● **GIVEN DATA**:
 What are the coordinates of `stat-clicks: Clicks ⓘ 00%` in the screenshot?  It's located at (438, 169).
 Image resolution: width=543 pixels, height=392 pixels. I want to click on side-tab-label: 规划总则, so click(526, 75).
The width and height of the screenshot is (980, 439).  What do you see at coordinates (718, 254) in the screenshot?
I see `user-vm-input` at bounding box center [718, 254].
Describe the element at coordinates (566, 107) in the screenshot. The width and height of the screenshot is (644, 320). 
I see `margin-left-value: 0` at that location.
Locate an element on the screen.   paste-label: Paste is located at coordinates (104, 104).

● **EXERCISE AIM**:
Return, word for word, the lines from the one containing "The width and height of the screenshot is (980, 439)." through the end of the data above, both ends included, and nothing else.

● **WORKED SOLUTION**:
The width and height of the screenshot is (980, 439).  What do you see at coordinates (718, 254) in the screenshot?
I see `user-vm-input` at bounding box center [718, 254].
Describe the element at coordinates (566, 107) in the screenshot. The width and height of the screenshot is (644, 320). 
I see `margin-left-value: 0` at that location.
Locate an element on the screen.   paste-label: Paste is located at coordinates (104, 104).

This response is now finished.